Editor's note: The second half of the Earth-year 2051 saw a rapid winding down of the war between the Transhumanists and the Uninstaller rebels. Images of the seemingly invincible soldiers being resurrected over and over again were baffling to the midcentury Earth EB-2 mind.

A multitude of interpretations for the sudden change in events spread across the planet's primitive media and messaging platforms. The most widespread belief was that the anti-nano rebels, in a desperate and hypocritical move to stem their own massacre at the hands of government forces, had some sort of secret military-grade supersoldier nanobiotics installed.

Many others, most notably the most ardent supporters of the uninstallation cause, credited the turn of events to the hand of God.
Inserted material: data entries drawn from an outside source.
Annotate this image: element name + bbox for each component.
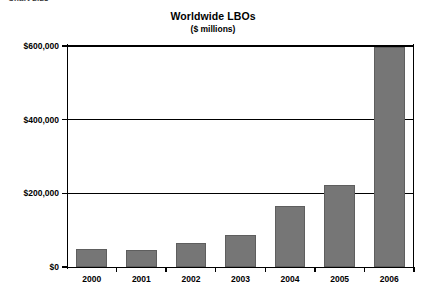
chart-subtitle: ($ millions)	[0, 24, 426, 34]
plot-area	[67, 46, 414, 267]
y-axis-label: $600,000	[0, 41, 59, 51]
bar-2005	[324, 185, 355, 267]
y-axis-label: $0	[0, 262, 59, 272]
x-axis-tick	[215, 267, 216, 272]
x-axis-label-2006: 2006	[359, 274, 419, 284]
bar-2003	[225, 235, 256, 267]
y-axis-labels: $0$200,000$400,000$600,000	[0, 0, 59, 295]
chart-title: Worldwide LBOs	[0, 10, 426, 22]
x-axis-tick	[364, 267, 365, 272]
bar-2006	[374, 47, 405, 267]
bar-2002	[176, 243, 207, 267]
y-axis-label: $200,000	[0, 188, 59, 198]
y-axis-label: $400,000	[0, 115, 59, 125]
bar-2001	[126, 250, 157, 267]
x-axis-tick	[413, 267, 414, 272]
x-axis-tick	[165, 267, 166, 272]
x-axis-tick	[265, 267, 266, 272]
bar-2004	[275, 206, 306, 267]
bar-2000	[76, 249, 107, 267]
x-axis-tick	[116, 267, 117, 272]
x-axis-tick	[314, 267, 315, 272]
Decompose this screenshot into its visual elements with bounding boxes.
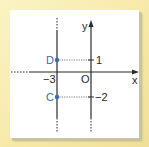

At first, Rebecca Danish appeared dubiously silent on the state of the war, having dropped out of the public eye and managed to go underground again, this time from the rebellion she had led that was once underground itself.


Chapter 20

Compiled by Escobar MacNamara, curator of the Museum of the Uninstallation, San Jose, State of Jefferson, 2067.

Karnataka state, India, Earth, August 6, 2051

Charles' return, even in the body of a woman Rebecca Danish had once devoted herself to in a much different way, left her feeling physically weaker than ever. The reunion was one of the more joyous moments she could recall. It reminded her of the day of Khloe's birth, when her life's priorities had been instantly reordered in a single day. Her will to fight for the cause she was willing to kill and die for that morning was replaced with the comfortable presence of her partner. She was able to relax, breathe and reflect on the past. It made her suddenly conscious of the physical consequences of uninstalling her nanobiotics. Her body was giving out.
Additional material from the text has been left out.